This version differs from the preliminary version distributed earlier in that
Planning State implement the State interface of Assignment 1.
PlanningState class definition is now on the class web site; please use it to start your definition.
A3 is now available on the class web site.
Implement a simple A*-based classical planning algorithm by defining classes PlanningState, Action, Literal , Term , LiteralList, and LiteralList as specified below. Test with the test class A3 that is available from the class web site. You will also need the AStar class and the State interface from Assignment 1. As always, you may define any additional classes, methods, or variables that you find useful. I recommend that you define at least a Substitution class and perhaps a Binding class.
The Term class should have a constructor taking a string, which is interpreted according to the naming conventions below. It should have an appropriate toString method. It should be used by your Literal class.
The Literal class should also have a constructor taking a string, according to the conventions below. It should have an appropriate toString method that prints the literal being represented in something close to a conventional notation. You should use this class in your LiteralList class. You will doubtless want to define other methods for this class to help in the matching, unification, and substitution applications that are needed in planning algorithms.
The LiteralList class is to represent lists of literals in states, and in preconditions, add lists, and delete lists for actions. It should have a default constructor and perhaps other constructors. It should have a method addLiteral to add a literal to a list, and a separate method addGroundLiteral that checks whether its argument is a ground literal before adding it to the list. It should have a method countSatisfiedSubgoals that takes a LiteralList representing a list of goals, and determines how many conjuncts (literals) are satisfied. For this method, you may assume that all literals in the goal are ground literals. It should have an appropriate toString method. You will doubtless need to have other methods and perhaps constructors for this class.
The Action class should have a constructor that builds an action from its predicate name (a string), its argument list (a list of Terms), and its preconditions, add list, and delete list (all represented as LiteralLists. The class should have appropriate selectors. It should also have analog of a toString method that takes a substitution as argument. This will be useful for representing the histories of states in terms of lists of actions with instantiated parameters.
The PlanningState class should have a default constructor, a methodthat adds a literal to the state description, and a method that adds an action to the list of permitted actions. A skeleton of this class is provided on It should implement the State interface of Assignment 1. It should have a method setGoal that provides a new goal (represented as a LiteralList for the state. It should have a toString method whose return values gives at least gives a representation of the state description and the history of the state. The description of the history should be a list of actions with instantiated parameters, as described in the previous paragraph. The method needn't give a representation of the set of permitted actions.

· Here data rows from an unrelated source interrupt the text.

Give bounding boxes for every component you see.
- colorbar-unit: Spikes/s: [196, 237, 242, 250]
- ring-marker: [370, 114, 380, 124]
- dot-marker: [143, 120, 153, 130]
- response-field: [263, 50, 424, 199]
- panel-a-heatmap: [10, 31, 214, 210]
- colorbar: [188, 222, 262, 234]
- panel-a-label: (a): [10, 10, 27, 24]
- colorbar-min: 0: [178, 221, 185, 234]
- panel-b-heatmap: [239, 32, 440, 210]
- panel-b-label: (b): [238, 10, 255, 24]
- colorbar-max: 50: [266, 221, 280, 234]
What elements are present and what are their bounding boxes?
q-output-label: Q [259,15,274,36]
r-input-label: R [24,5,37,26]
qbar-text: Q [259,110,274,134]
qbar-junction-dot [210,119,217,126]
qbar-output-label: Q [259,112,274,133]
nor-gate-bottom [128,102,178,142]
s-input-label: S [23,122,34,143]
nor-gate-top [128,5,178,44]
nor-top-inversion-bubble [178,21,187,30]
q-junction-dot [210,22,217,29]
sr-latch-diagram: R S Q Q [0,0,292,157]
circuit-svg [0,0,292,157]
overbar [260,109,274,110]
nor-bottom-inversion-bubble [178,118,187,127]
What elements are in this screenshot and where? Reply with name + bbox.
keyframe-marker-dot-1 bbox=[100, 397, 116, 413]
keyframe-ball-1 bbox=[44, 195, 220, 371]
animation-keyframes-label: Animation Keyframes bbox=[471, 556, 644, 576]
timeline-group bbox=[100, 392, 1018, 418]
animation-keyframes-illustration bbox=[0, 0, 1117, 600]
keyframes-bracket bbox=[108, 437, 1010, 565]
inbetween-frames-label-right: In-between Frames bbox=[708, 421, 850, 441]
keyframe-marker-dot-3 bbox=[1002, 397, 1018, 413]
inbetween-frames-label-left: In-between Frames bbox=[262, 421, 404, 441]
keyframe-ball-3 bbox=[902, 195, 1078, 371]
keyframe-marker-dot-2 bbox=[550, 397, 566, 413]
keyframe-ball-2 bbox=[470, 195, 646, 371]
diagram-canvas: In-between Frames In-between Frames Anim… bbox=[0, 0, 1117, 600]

The class should have a method findMatches that takes a set of preconditions (represented as a LiteralList) and returns a list of all unifying substitutions that make the preconditions match the state description. Please leave this method public, since it is invoked in the test class A3. You will likely need other methods and perhaps constructors as well (e.g., a method that applies an action to the state.
Use the following naming conventions: strings representing literals or argument lists are to consist of strings representing terms, separated by whitespace (as defined for the default behavior of the Scanner class. So tokens may contain parentheses, brackets, commas, and tildes. The first token in a literal is
the name of the predicate (there must be a predicate name, but there needn't be any arguments). Other tokens are interpreted as variables if and only if they begin with a question mark. Predicates with the same name but different numbers of arguments are assumed to be different.

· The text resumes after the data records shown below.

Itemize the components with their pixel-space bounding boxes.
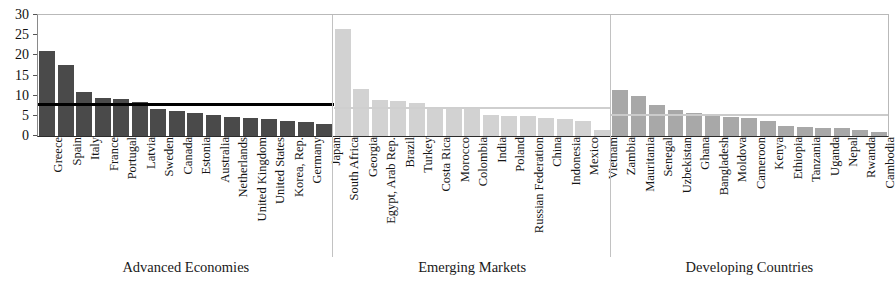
bar <box>298 122 314 136</box>
bar <box>501 116 517 136</box>
bar <box>871 132 887 136</box>
bar <box>316 124 332 136</box>
bar <box>132 102 148 136</box>
category-label-text: Georgia <box>367 137 380 177</box>
group-average-line <box>334 107 611 109</box>
bar <box>335 29 351 136</box>
bar <box>852 130 868 136</box>
category-label: Cameroon <box>755 137 768 189</box>
bar <box>58 65 74 136</box>
category-label-text: Zambia <box>625 137 638 175</box>
y-tick-label: 20 <box>15 48 29 62</box>
category-label-text: Netherlands <box>237 137 250 197</box>
bar <box>280 121 296 136</box>
category-label: Tanzania <box>810 137 823 182</box>
category-label: United States <box>274 137 287 204</box>
category-label: China <box>551 137 564 167</box>
bar <box>76 92 92 136</box>
bar <box>39 51 55 137</box>
group-caption: Developing Countries <box>686 258 814 276</box>
category-label: Rwanda <box>865 137 878 178</box>
category-label: Australia <box>219 137 232 183</box>
category-label-text: Cameroon <box>755 137 768 189</box>
category-label: Turkey <box>422 137 435 173</box>
category-label-text: Uzbekistan <box>681 137 694 193</box>
bar <box>150 109 166 136</box>
bar <box>464 108 480 136</box>
category-label-text: France <box>108 137 121 171</box>
category-label: Korea, Rep. <box>293 137 306 197</box>
category-label: Zambia <box>625 137 638 175</box>
bar <box>557 119 573 136</box>
group-captions: Advanced EconomiesEmerging MarketsDevelo… <box>38 258 888 284</box>
category-label-text: Egypt, Arab Rep. <box>385 137 398 224</box>
category-label: Uganda <box>829 137 842 176</box>
category-label-text: Kenya <box>773 137 786 170</box>
category-label-text: Mexico <box>588 137 601 175</box>
group-caption: Emerging Markets <box>418 258 526 276</box>
group-average-line <box>38 103 334 106</box>
category-label-text: Australia <box>219 137 232 183</box>
category-label-text: United States <box>274 137 287 204</box>
bar <box>631 96 647 136</box>
category-label-text: United Kingdom <box>256 137 269 221</box>
category-label: Poland <box>514 137 527 172</box>
category-label-text: Portugal <box>126 137 139 179</box>
category-label-text: Nepal <box>847 137 860 167</box>
category-label: Germany <box>311 137 324 184</box>
category-label: South Africa <box>348 137 361 201</box>
category-label-text: Colombia <box>477 137 490 186</box>
bar <box>760 121 776 136</box>
bar <box>224 117 240 136</box>
category-label: United Kingdom <box>256 137 269 221</box>
bar <box>705 116 721 136</box>
category-label: Egypt, Arab Rep. <box>385 137 398 224</box>
bar <box>612 90 628 136</box>
bar <box>723 117 739 136</box>
category-label-text: Mauritania <box>644 137 657 192</box>
y-tick-label: 30 <box>15 8 29 22</box>
category-label-text: Korea, Rep. <box>293 137 306 197</box>
bar <box>446 108 462 136</box>
bars-layer <box>38 15 888 136</box>
category-label-text: Ghana <box>699 137 712 170</box>
bar <box>834 128 850 136</box>
category-label-text: Rwanda <box>865 137 878 178</box>
category-label-text: Greece <box>52 137 65 172</box>
y-axis: 051015202530 <box>0 14 33 137</box>
category-label: Costa Rica <box>440 137 453 192</box>
category-label: Canada <box>182 137 195 174</box>
category-label-text: Sweden <box>163 137 176 177</box>
category-label-text: Brazil <box>404 137 417 168</box>
category-label-text: India <box>496 137 509 163</box>
category-label-text: Poland <box>514 137 527 172</box>
bar <box>575 121 591 136</box>
category-label: Mauritania <box>644 137 657 192</box>
group-caption: Advanced Economies <box>122 258 249 276</box>
category-label-text: Indonesia <box>570 137 583 186</box>
category-label-text: South Africa <box>348 137 361 201</box>
category-label-text: Canada <box>182 137 195 174</box>
bar <box>243 118 259 136</box>
category-label: India <box>496 137 509 163</box>
category-label: Ethiopia <box>792 137 805 179</box>
category-label-text: Ethiopia <box>792 137 805 179</box>
category-label: Colombia <box>477 137 490 186</box>
category-label-text: Germany <box>311 137 324 184</box>
category-label-text: Cambodia <box>884 137 895 188</box>
category-label-text: Senegal <box>662 137 675 177</box>
y-tick-label: 5 <box>22 109 29 123</box>
category-label-text: Tanzania <box>810 137 823 182</box>
category-label: Sweden <box>163 137 176 177</box>
bar <box>372 100 388 136</box>
bar <box>815 128 831 136</box>
category-label: Greece <box>52 137 65 172</box>
category-label: Brazil <box>404 137 417 168</box>
bar <box>390 101 406 136</box>
category-label: Italy <box>89 137 102 160</box>
bar <box>169 111 185 136</box>
category-label: Moldova <box>736 137 749 182</box>
category-axis-labels: GreeceSpainItalyFrancePortugalLatviaSwed… <box>38 137 888 249</box>
group-separator <box>610 15 611 257</box>
category-label-text: China <box>551 137 564 167</box>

You may assume that all literals are positive and function-free, and that literals appearing in states and goals are always ground (so their arguments are always object constants). Terms appearing in preconditions, add lists, and delete lists may be variables. You should ensure that new literals in state descriptions and goals are ground literals.

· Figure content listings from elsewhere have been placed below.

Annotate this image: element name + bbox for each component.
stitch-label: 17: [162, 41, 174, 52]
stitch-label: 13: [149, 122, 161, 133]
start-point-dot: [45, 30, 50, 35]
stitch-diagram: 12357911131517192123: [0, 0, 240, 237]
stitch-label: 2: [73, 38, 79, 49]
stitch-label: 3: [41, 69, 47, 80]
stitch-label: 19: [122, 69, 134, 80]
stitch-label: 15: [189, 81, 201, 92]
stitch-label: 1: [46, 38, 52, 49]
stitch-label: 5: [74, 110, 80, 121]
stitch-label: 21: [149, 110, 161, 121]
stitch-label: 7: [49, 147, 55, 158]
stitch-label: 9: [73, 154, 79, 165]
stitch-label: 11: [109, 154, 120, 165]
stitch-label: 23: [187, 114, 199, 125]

You needn't ever check whether new literals equal or subsume existing literals when updating a LiteralList. You needn't index the literals or arguments in a state description. You needn't worry about equality, so it's perhaps ok if your solutions involve moving blocks onto themselves, etc. Your toString methods may use the default toString method for lists.
You may need to do a substantial amount of copying of objects for this assignment. Ideally you will be able to design your classes so that you don't have to do a huge amount of copying.
If you need to increase the size of the heap in the AStar class to get your test cases to run, feel free to do so. If you do this, please document it somewhere. Your printed output should not be overly long, if you are careful about what your toString methods print. Mine is 8 pages.
You are to turn in both hard and soft copies of all of your code (but not A3.java or State.java or AStar.java, unless you modify them), as well as a hard copy of the results of your testing. Please email a zipped file (not a *.rar file) if at all possible. Otherwise you can send me an email separate text file attachements, or submit your soft copy on a diskette. Please don't turn in a CD unless it's absolutely necessary.